Grace's Guide To British Industrial History

Registered UK Charity (No. 115342)

Grace's Guide is the leading source of historical information on industry and manufacturing in Britain. This web publication contains 162,237 pages of information and 244,492 images on early companies, their products and the people who designed and built them.

Grace's Guide is the leading source of historical information on industry and manufacturing in Britain. This web publication contains 147,919 pages of information and 233,587 images on early companies, their products and the people who designed and built them.

Isabel Hardwich

From Graces Guide

Isabel Helen Hardwich (née Cox), 19 September (1919-1987) was an electrical engineer and photometry expert, Fellow and President of the Women's Engineering Society.

1919 September 19th. Born in Streatham.

Attended Furzedown Primary School and Streatham Secondary School (both London County Council schools).

Studied at Newnham College, Cambridge to read for the Natural sciences Tripos, where she specialised in Physics.

1941 Upon leaving Cambridge, joined Metropolitan-Vickers Electrical Co in Manchester initially completing a two-year college-apprenticeship course in engineering.[3]

Worked in the Research Department, becoming one of the original members of the Metropolitan-Vickers Electron Microscope team. After a year and a half of working on this project she shifted her focus and began building a photometric laboratory, however this was badly damaged in a fire. She subsequently worked on a setting up a Hilger large ultra-violet spectrometer, then designing an X-ray Geiger counter spectrometer. Like most of the staff, Hardwich lectured part-time at UMIST and RCAT, Salford.

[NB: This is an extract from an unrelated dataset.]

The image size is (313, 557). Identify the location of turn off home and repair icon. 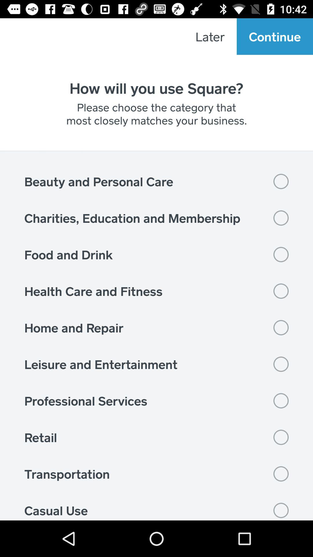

1960 Given responsibility for the employment and training of 'technical' women within the company's research department. Throughout her career, she campaigned tirelessly to educate, recruit and support young women into the industry as professional engineers.

Hardwich became a member of the Illuminating Engineering Society in 1947 and joined the I.E.S Manchester Centre Committee in 1948, serving on both the Education and Papers sub-committees. She was elected an associate member of the Institution of Electrical Engineers in 1950.

Hardwich was strongly involved in the Women's Engineering Society. She joined in 1941 and helped to set up its Manchester branch the year after, alongside her great friend motor engineer Elsie Eleanor Verity. She was elected to hold the office of vice-chairman of the Manchester Branch of the for the session 1946–1947. She subsequently served as chairman for the session 1947–1948. As chairman, Hardwich gave the first talk organised by the Manchester Branch in that year, a chairman's address entitled "Lighten Our Darkness", introducing the theory of relativity. She later went on to serve as the president of the Women's Engineering Society from 1961 to 1962.

She was also elected a fellow of the Society of Women Engineers.

1945 Married John Norman Hardwich who at the time was working as an engineer in the High Voltage Research Laboratory Metropolitan-Vickers Electrical Co. He was an associate and also a keen supporter of the Women's Engineering Society, and he shared the burdens of running the home to allow Isabel to continue working at Metropolitan-Vickers.

Hardwich's archive is held at the Institution of Engineering and Technology. The Women's Engineering Society has awarded the Isabel Hardwich medal, named in her honour, since 1987. This is given to a member who has made an outstanding and sustained contribution to the Society over a number of years and gone above and beyond the call of duty.